Pain permeated Jesus's adult life as well. When fasting in the wilderness to launch His ministry, Satan flaunted His former glory in His face, reminding Him of what He'd left behind. Then for three years, the homeless Son of Man walked and worked while sleeping in fields and hills, dependent upon benevolent women for financial support, crying out to His Father into the wee hours of His dark and lonely nights. Scorned by heathens, rejected by the religious elite, living under constant threat of death, the descent from glory continued.

Jesus often warned His disciples that the Son of Man would suffer many things, as if the dread of what was to come plagued His human heart continually. We only dimly comprehend His true agony as we ponder it in retrospect. Betrayed, arrested, mocked, spat upon, slapped, disdained and derided, the descent continued. Scourged to a bloody pulp with barely the strength to hang on, burdened with the weight of His own crossbeam and paraded through the streets like a criminal, the descent continued.

Down and down and down the winding staircase Jesus went as He was denied and abandoned by His closest followers and forced to watch His earthly mother mourn in despair. Then, for six horrific hours on Calvary, in torture no human mind could possibly conceive, the Son of Man descended to the very depths of depravity as He took on the sins of the world. Surely no greater suffering has ever been known than when the King of glory plunged into that black chasm of alienation from His Father who'd deserted Him unto death.

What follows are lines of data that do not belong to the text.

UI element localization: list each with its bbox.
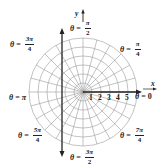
- angle-label-3pi-over-4: θ= 3π4: [10, 36, 34, 53]
- grid-radial-line: [83, 92, 110, 139]
- radial-tick-1: 1: [89, 93, 93, 102]
- grid-radial-line: [36, 65, 83, 92]
- radial-tick-4: 4: [116, 93, 120, 102]
- grid-radial-line: [83, 54, 121, 92]
- grid-radial-line: [56, 45, 83, 92]
- radial-tick-5: 5: [125, 93, 129, 102]
- y-axis-arrow-icon: [81, 9, 84, 14]
- radial-tick-3: 3: [107, 93, 111, 102]
- grid-radial-line: [45, 54, 83, 92]
- vertical-arrow-up-icon: [60, 28, 65, 34]
- angle-label-pi: θ=π: [9, 94, 26, 102]
- radial-tick-2: 2: [98, 93, 102, 102]
- angle-label-7pi-over-4: θ= 7π4: [120, 127, 144, 144]
- grid-radial-line: [56, 92, 83, 139]
- angle-label-3pi-over-2: θ= 3π2: [70, 149, 94, 166]
- y-axis-label: y: [75, 9, 78, 18]
- angle-label-5pi-over-4: θ= 5π4: [18, 127, 42, 144]
- angle-label-pi-over-4: θ= π4: [120, 41, 141, 58]
- grid-radial-line: [83, 45, 110, 92]
- x-axis-label: x: [151, 79, 155, 88]
- grid-radial-line: [83, 65, 130, 92]
- grid-radial-line: [45, 92, 83, 130]
- angle-label-pi-over-2: θ= π2: [70, 20, 91, 37]
- angle-label-0: θ=0: [135, 93, 152, 101]
- vertical-arrow-down-icon: [60, 151, 65, 157]
- grid-radial-line: [36, 92, 83, 119]
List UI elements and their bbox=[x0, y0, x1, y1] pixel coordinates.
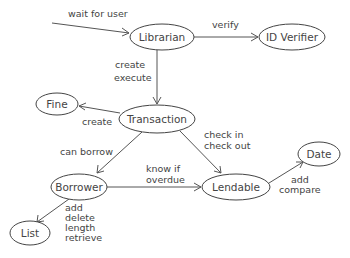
edge-verify bbox=[194, 33, 258, 41]
node-label-id-verifier: ID Verifier bbox=[266, 31, 319, 43]
label-know-if: know if bbox=[146, 163, 181, 174]
label-can-borrow: can borrow bbox=[60, 146, 113, 157]
node-list: List bbox=[10, 221, 50, 245]
node-id-verifier: ID Verifier bbox=[259, 24, 325, 50]
node-label-fine: Fine bbox=[46, 98, 67, 110]
label-fine-create: create bbox=[82, 116, 112, 127]
diagram-canvas: wait for user verify create execute crea… bbox=[0, 0, 350, 258]
label-wait-for-user: wait for user bbox=[68, 8, 128, 19]
node-borrower: Borrower bbox=[51, 174, 107, 200]
label-list-retrieve: retrieve bbox=[65, 232, 102, 243]
label-date-compare: compare bbox=[279, 184, 321, 195]
label-check-out: check out bbox=[204, 140, 251, 151]
label-create: create bbox=[115, 59, 145, 70]
label-check-in: check in bbox=[204, 129, 244, 140]
node-label-list: List bbox=[21, 227, 39, 239]
label-execute: execute bbox=[114, 72, 152, 83]
edge-wait-for-user bbox=[52, 23, 129, 36]
node-label-lendable: Lendable bbox=[212, 181, 260, 193]
node-date: Date bbox=[298, 142, 340, 166]
label-verify: verify bbox=[212, 19, 239, 30]
node-librarian: Librarian bbox=[130, 24, 194, 50]
node-lendable: Lendable bbox=[202, 174, 270, 200]
node-label-borrower: Borrower bbox=[55, 181, 103, 193]
node-transaction: Transaction bbox=[119, 105, 195, 133]
node-label-date: Date bbox=[306, 148, 331, 160]
node-label-transaction: Transaction bbox=[126, 113, 187, 125]
node-label-librarian: Librarian bbox=[139, 31, 186, 43]
edge-create-execute bbox=[153, 50, 161, 104]
node-fine: Fine bbox=[36, 93, 78, 115]
label-overdue: overdue bbox=[146, 174, 185, 185]
edge-create-fine bbox=[79, 103, 120, 113]
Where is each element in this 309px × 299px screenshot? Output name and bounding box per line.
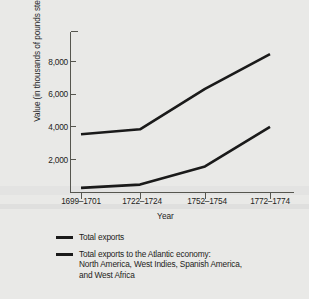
x-tick-label-1722-1724: 1722–1724 — [122, 196, 162, 206]
x-axis-tick-labels: 1699–1701 1722–1724 1752–1754 1772–1774 — [0, 196, 309, 210]
legend-label-total-exports: Total exports — [79, 232, 124, 243]
y-tick-marks — [71, 62, 76, 160]
legend-label-line: North America, West Indies, Spanish Amer… — [79, 259, 242, 270]
series-line-atlantic-economy — [81, 127, 270, 188]
chart-legend: Total exports Total exports to the Atlan… — [56, 232, 306, 286]
legend-label-atlantic-economy: Total exports to the Atlantic economy: N… — [79, 249, 242, 281]
legend-label-line: Total exports — [79, 232, 124, 243]
legend-item-atlantic-economy: Total exports to the Atlantic economy: N… — [56, 249, 306, 281]
x-tick-label-1699-1701: 1699–1701 — [61, 196, 101, 206]
series-line-total-exports — [81, 54, 270, 134]
legend-label-line: and West Africa — [79, 270, 242, 281]
legend-label-line: Total exports to the Atlantic economy: — [79, 249, 242, 260]
x-axis-title-text: Year — [157, 211, 174, 221]
x-axis-title: Year — [0, 211, 309, 221]
x-tick-label-1752-1754: 1752–1754 — [187, 196, 227, 206]
x-tick-label-1772-1774: 1772–1774 — [250, 196, 290, 206]
legend-swatch-icon-atlantic-economy — [56, 253, 73, 256]
chart-figure: Value (in thousands of pounds sterling) … — [0, 0, 309, 299]
legend-item-total-exports: Total exports — [56, 232, 306, 243]
legend-swatch-icon-total-exports — [56, 236, 73, 239]
axis-lines — [71, 32, 294, 193]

This is only a smattering of what it meant for God to become the Son of Man. The insidious depths of His descent from glory will perhaps be understood only when we see Him one day on His throne, radiant in splendor, attended by angels and worshipped by saints from every tribe and tongue. Until then, we must ponder often the wonder of the Incarnation.

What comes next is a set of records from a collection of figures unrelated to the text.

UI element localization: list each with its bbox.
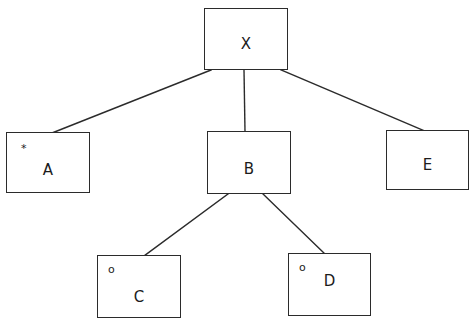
node-label-x: X <box>205 37 287 52</box>
edge-b-d <box>263 194 325 254</box>
node-a[interactable]: *A <box>6 132 90 193</box>
node-c[interactable]: oC <box>97 255 181 318</box>
node-label-b: B <box>208 162 290 177</box>
node-marker-a: * <box>21 143 27 154</box>
edge-b-c <box>144 194 228 256</box>
node-marker-c: o <box>108 264 115 275</box>
node-label-a: A <box>7 163 89 178</box>
node-label-c: C <box>98 290 180 305</box>
node-label-d: D <box>289 274 370 289</box>
node-label-e: E <box>387 158 468 173</box>
node-d[interactable]: oD <box>288 253 371 316</box>
node-x[interactable]: X <box>204 8 288 70</box>
edge-x-e <box>281 70 425 131</box>
node-b[interactable]: B <box>207 131 291 194</box>
edge-x-a <box>52 70 211 133</box>
edge-x-b <box>244 70 245 131</box>
node-e[interactable]: E <box>386 130 469 190</box>
tree-diagram: X*ABEoCoD <box>0 0 476 328</box>
node-marker-d: o <box>299 262 306 273</box>
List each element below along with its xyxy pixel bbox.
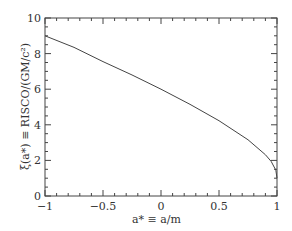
svg-text:0.5: 0.5 <box>210 200 228 213</box>
chart: −1−0.500.510246810 a* ≡ a/m ξ(a*) ≡ RISC… <box>0 0 292 231</box>
svg-text:4: 4 <box>34 119 41 132</box>
svg-text:0: 0 <box>158 200 165 213</box>
plot-area: −1−0.500.510246810 <box>0 0 292 231</box>
svg-text:2: 2 <box>34 154 41 167</box>
x-axis-label: a* ≡ a/m <box>132 213 181 226</box>
y-axis-label: ξ(a*) ≡ RISCO/(GM/c²) <box>19 22 32 192</box>
svg-text:0: 0 <box>34 190 41 203</box>
svg-text:6: 6 <box>34 83 41 96</box>
svg-text:−0.5: −0.5 <box>90 200 117 213</box>
svg-text:1: 1 <box>274 200 281 213</box>
svg-text:8: 8 <box>34 48 41 61</box>
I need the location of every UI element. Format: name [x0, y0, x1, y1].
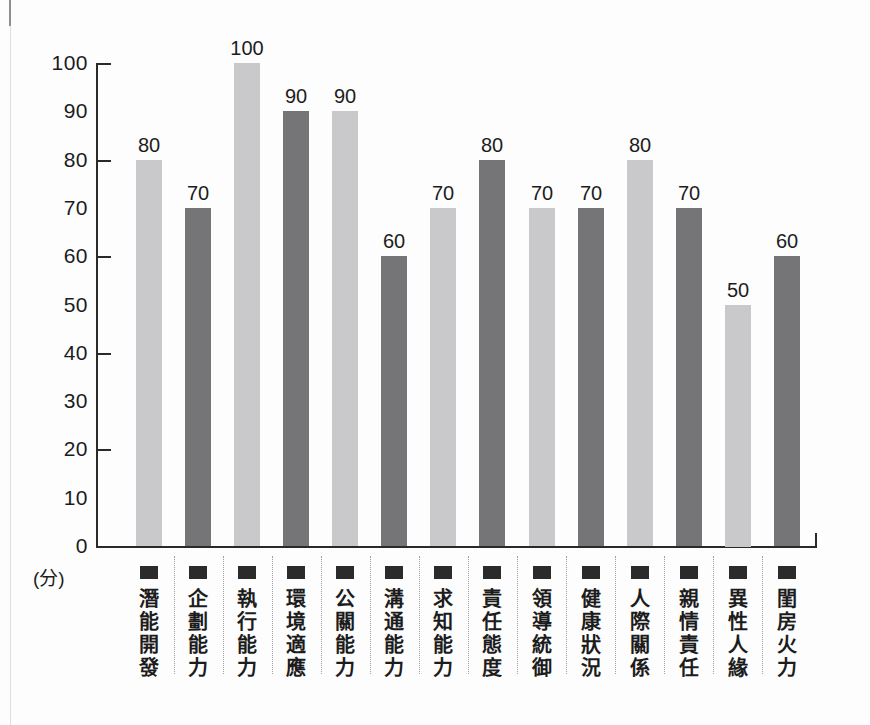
bar-溝通能力: [381, 256, 407, 546]
category-label-10: 健康狀況: [578, 588, 604, 708]
bar-企劃能力: [185, 208, 211, 546]
bar-chart: (分) 010203040506070809010080潛能開發70企劃能力10…: [0, 0, 870, 725]
category-label-12: 親情責任: [676, 588, 702, 708]
category-separator: [370, 556, 371, 674]
y-axis-label-0: 0: [22, 535, 88, 557]
category-chip: [385, 566, 403, 579]
category-label-11: 人際關係: [627, 588, 653, 708]
category-label-5: 公關能力: [332, 588, 358, 708]
category-separator: [272, 556, 273, 674]
y-axis-label-60: 60: [22, 245, 88, 267]
y-axis-label-90: 90: [22, 100, 88, 122]
category-chip: [729, 566, 747, 579]
category-label-4: 環境適應: [283, 588, 309, 708]
category-chip: [189, 566, 207, 579]
category-separator: [713, 556, 714, 674]
bar-潛能開發: [136, 160, 162, 546]
bar-value-label: 80: [460, 134, 524, 156]
bar-value-label: 70: [411, 182, 475, 204]
category-chip: [778, 566, 796, 579]
category-label-1: 潛能開發: [136, 588, 162, 708]
bar-value-label: 70: [657, 182, 721, 204]
bar-健康狀況: [578, 208, 604, 546]
x-axis-end-tick: [815, 533, 817, 548]
category-chip: [582, 566, 600, 579]
x-axis-line: [96, 546, 817, 548]
category-separator: [223, 556, 224, 674]
y-axis-label-30: 30: [22, 390, 88, 412]
category-chip: [680, 566, 698, 579]
bar-領導統御: [529, 208, 555, 546]
category-label-3: 執行能力: [234, 588, 260, 708]
bar-value-label: 100: [215, 37, 279, 59]
category-label-2: 企劃能力: [185, 588, 211, 708]
y-axis-label-40: 40: [22, 342, 88, 364]
y-axis-unit-label: (分): [33, 563, 65, 590]
bar-異性人緣: [725, 305, 751, 547]
category-label-8: 責任態度: [479, 588, 505, 708]
bar-環境適應: [283, 111, 309, 546]
category-chip: [483, 566, 501, 579]
category-chip: [533, 566, 551, 579]
y-axis-label-70: 70: [22, 197, 88, 219]
category-separator: [419, 556, 420, 674]
y-axis-tick-100: [96, 63, 111, 65]
category-separator: [468, 556, 469, 674]
bar-value-label: 90: [313, 85, 377, 107]
y-axis-tick-60: [96, 256, 111, 258]
category-chip: [238, 566, 256, 579]
scanned-page: (分) 010203040506070809010080潛能開發70企劃能力10…: [0, 0, 870, 725]
category-label-9: 領導統御: [529, 588, 555, 708]
category-separator: [517, 556, 518, 674]
category-separator: [615, 556, 616, 674]
bar-value-label: 60: [755, 230, 819, 252]
y-axis-label-50: 50: [22, 294, 88, 316]
category-separator: [664, 556, 665, 674]
bar-責任態度: [479, 160, 505, 546]
y-axis-label-80: 80: [22, 149, 88, 171]
category-label-13: 異性人緣: [725, 588, 751, 708]
y-axis-label-10: 10: [22, 487, 88, 509]
category-label-6: 溝通能力: [381, 588, 407, 708]
category-separator: [174, 556, 175, 674]
category-label-14: 閨房火力: [774, 588, 800, 708]
y-axis-label-100: 100: [22, 52, 88, 74]
bar-value-label: 80: [117, 134, 181, 156]
bar-閨房火力: [774, 256, 800, 546]
bar-執行能力: [234, 63, 260, 546]
category-chip: [336, 566, 354, 579]
y-axis-tick-80: [96, 160, 111, 162]
bar-value-label: 60: [362, 230, 426, 252]
bar-公關能力: [332, 111, 358, 546]
category-chip: [287, 566, 305, 579]
category-separator: [566, 556, 567, 674]
y-axis-tick-40: [96, 353, 111, 355]
y-axis-label-20: 20: [22, 438, 88, 460]
bar-value-label: 70: [166, 182, 230, 204]
bar-value-label: 50: [706, 279, 770, 301]
bar-人際關係: [627, 160, 653, 546]
category-chip: [140, 566, 158, 579]
category-label-7: 求知能力: [430, 588, 456, 708]
bar-value-label: 80: [608, 134, 672, 156]
bar-求知能力: [430, 208, 456, 546]
y-axis-line: [96, 63, 98, 548]
category-separator: [321, 556, 322, 674]
category-separator: [762, 556, 763, 674]
bar-value-label: 70: [559, 182, 623, 204]
bar-親情責任: [676, 208, 702, 546]
category-chip: [434, 566, 452, 579]
category-chip: [631, 566, 649, 579]
y-axis-tick-20: [96, 449, 111, 451]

When we consider the conditions to which Jesus submitted Himself in order to secure redemption for our souls, we can only exclaim, "O God, how great a salvation!" And when we find ourselves distraught by our inadequate lives and discouraged by our bumbling attempts to please Him, we need only contemplate that infinite staircase upon which our Lord descended. In this we find hope and receive assurance that God will do everything necessary to accomplish His work in our hearts, by His grace and for His glory. What then shall we say to these things? If God is for us, who is against us? He who did not spare His own Son, but delivered Him over for us all, how will He not also with Him freely give us all things? (Romans 8:31-32)

Respond

The reality that Christ, second person of the Triune Godhead, emptied Himself of glory to dwell among men is a truth that must never be treated lightly. Spend some time today meditating upon His life. Read back through the devotional, asking God to fill you with a sense of what Jesus must have experienced. Consider that His entire life was one of grief, sorrows, rejection and derision. He was an outcast in every way and must have felt it keenly all His life. Worship Him, offering a heart of thanksgiving and praise.

Scripture says that the Son of Man, who was inordinately wealthy, became a beggar, that through His complete poverty we might gain wealth (2 Corinthians 8:9). This is the mystery of the Incarnation. What are some of the things that comprise the wealth He gained for you through His poverty? Ponder this and write a prayer of response.

A Prayer

O my Lord what can it mean that you became one of us? How does the Almighty God manage the loss of glory? Were You terrified to shed Heaven's splendor and fall down, down, down to dwell among earth's depraved denizens? What was it like to be a beggar at man's mercy, tempted in every way but not sinning, learning lessons of obedience by suffering? This is just something I cannot fathom my Lord. My heart yearns with desire to worship in some way worthy of all You've done. I come with nothing my Lord, and yet everything, for through Your poverty I have been made rich. I love You and there is nothing else to say O precious Son of Man.